National Association of Criminal Defense Lawyers

Urge Congress to Oppose Bill Overcriminalizing Chemical Substances
At a time when the nation is commemorating 50 years of the failed policies responsible for this country’s mass incarceration problem, policymakers continue to push the same proposals that landed the U.S. as the number one incarcerator in the world. 

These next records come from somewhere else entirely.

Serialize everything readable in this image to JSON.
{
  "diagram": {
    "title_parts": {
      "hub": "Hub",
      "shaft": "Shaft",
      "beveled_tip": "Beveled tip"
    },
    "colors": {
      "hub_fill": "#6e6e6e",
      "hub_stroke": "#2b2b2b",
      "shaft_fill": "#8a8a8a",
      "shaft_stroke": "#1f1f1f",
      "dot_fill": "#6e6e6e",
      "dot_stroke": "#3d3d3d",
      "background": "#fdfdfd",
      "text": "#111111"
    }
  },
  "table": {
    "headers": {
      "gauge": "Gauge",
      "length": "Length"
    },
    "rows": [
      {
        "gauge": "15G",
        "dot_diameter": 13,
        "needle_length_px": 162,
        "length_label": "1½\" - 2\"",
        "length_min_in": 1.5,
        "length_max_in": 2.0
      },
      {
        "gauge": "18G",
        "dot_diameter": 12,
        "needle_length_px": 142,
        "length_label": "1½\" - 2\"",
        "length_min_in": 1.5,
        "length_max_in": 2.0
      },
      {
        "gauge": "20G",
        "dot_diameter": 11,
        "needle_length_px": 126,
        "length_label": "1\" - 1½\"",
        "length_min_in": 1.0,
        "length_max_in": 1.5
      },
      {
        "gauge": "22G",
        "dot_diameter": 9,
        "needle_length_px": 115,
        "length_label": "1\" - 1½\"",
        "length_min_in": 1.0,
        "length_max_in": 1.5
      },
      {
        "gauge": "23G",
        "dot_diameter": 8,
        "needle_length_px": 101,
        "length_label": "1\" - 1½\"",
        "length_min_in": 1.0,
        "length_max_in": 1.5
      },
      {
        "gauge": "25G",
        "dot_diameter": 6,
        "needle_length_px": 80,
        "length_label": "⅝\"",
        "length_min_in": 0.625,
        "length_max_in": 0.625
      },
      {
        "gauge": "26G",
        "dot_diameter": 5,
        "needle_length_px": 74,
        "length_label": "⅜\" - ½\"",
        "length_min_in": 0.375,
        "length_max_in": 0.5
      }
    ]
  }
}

Currently being considered in Congress is H.R. 467, the Halt All Lethal Trafficking of Fentanyl (HALT) Act. The HALT Fentanyl Act would permanently schedule fentanyl-related substances (FRS) on schedule 1 of the Controlled Substances Act (CSA), typically reserved for substances with no currently accepted medical use and a high potential for abuse. This bill would also:

  • enshrine and expand mandatory minimums for both foreign importation crimes and domestic drug distribution offenses, including nonviolent drug distribution involving small quantities of drugs;
  • place undue restrictions on research of FRS with therapeutic potential; and
  • criminalize possibly inert or harmless substances, creating an unacceptable risk of unnecessary incarceration for substances that carry no potential for abuse.

 

In the 1980s, policymakers enacted severe mandatory minimums for small amounts of crack cocaine, a policy driven by mythology and fear that had disastrously unfair and racially disparate consequences. Under the HALT Act, just a trace amount of a fentanyl analogue in a mixture with a combined weight of 10 grams—10 paper clips—can translate into a five-year mandatory minimum with no evidence needed that the seller even knew it contained fentanyl.

The HALT Fentanyl Act and other bills proposing the permanent class-wide scheduling of FRS are yet another iteration of the drug war’s ineffective and punitive approach. To prevent overdose, Congress must invest in public health solutions to mitigate the harms of illicit fentanyl.

Please urge your elected officials to oppose H.R. 467.